29/10/2022

The New Classics #47: Marchen Forest – Mylne and the Forest Gift

 



The Backstory: Marchen Forest is a port of a phone game, and the last one of that batch of Asian games I snatched from Play-Asia. Internet wisdom describes it as an adventure game mixing alchemy and roguelite-ish dungeon crawling, a mix that sounded pretty nifty to me. Surely nothing could go wrong with such a sound gameplay premise, right? 

 


 

The Game: A lot of thing actually went wrong and very quickly at that. First, MF is slow as all heck, and not just when it comes to loading times: everything drags on, from the transitions between scenes to the scenes themselves — to the point where I thought the game had glitched and frozen a couple of times.

 


 

As annoying as it is, that slowness pales in comparison with MF’s utter and unmissable weirdness. What exactly is weird in that game, you may ask? Well, everything. The camera angles are completely bonkers and switch constantly, going from side views to aerial ones with no rhyme or reason.

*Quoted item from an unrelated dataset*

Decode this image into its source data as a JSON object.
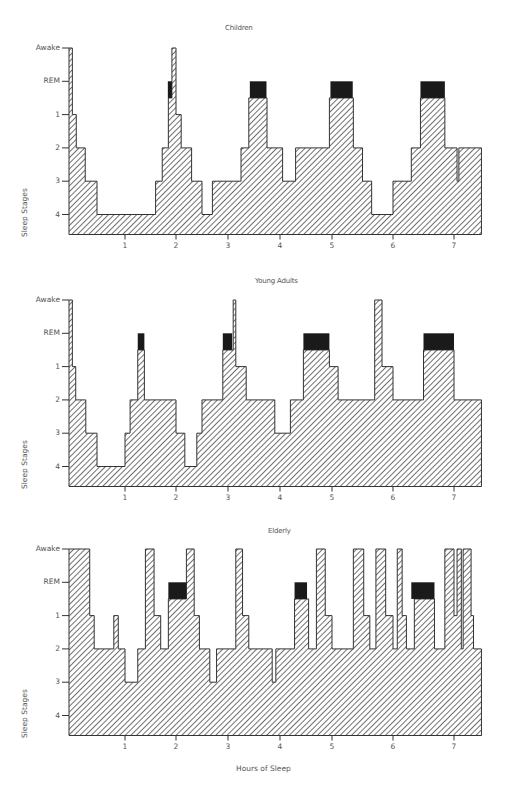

The gameplay logic is outlandish: you’re sent on a mission to collect ingredients in the great outdoors — only to be stopped by an NPC blocking the way out of your garden, and forced to collect stuff in said garden. Why not simply instruct me to, well, collect stuff in the garden, instead of using a random roadblock? Later, you have to get rid of that obstructing NPC by feeding it a donut you find lying in that same garden: no challenge, no fun, just fake longevity at its best.  

 


 

And since I’m mentioning NPCs, the whole crew of characters looks and feels queer as well. Mylne herself could be cute if not for her puke-green hair yet she’s honestly the best-looking of the bunch. Everybody else looks disturbing, from Mylne’s eyeless grandfather to that useless penguin delivering tutorials at random. Maybe it’s just a matter of taste, and maybe that posse feels like the pinnacle of character design to some eyes; but my own retinas just cannot bear the sight of them any longer. 

 


 

The Verdict: I very seldom dislike a game; but I genuinely dislike Marchen Forest. It’s supposed to get better during late stages, as dungeon crawling kicks in; however, I cannot wait, nor play, until it happen. I’d rather play something that lets me roam dungeons right away — and makes me feel good while we’re at it.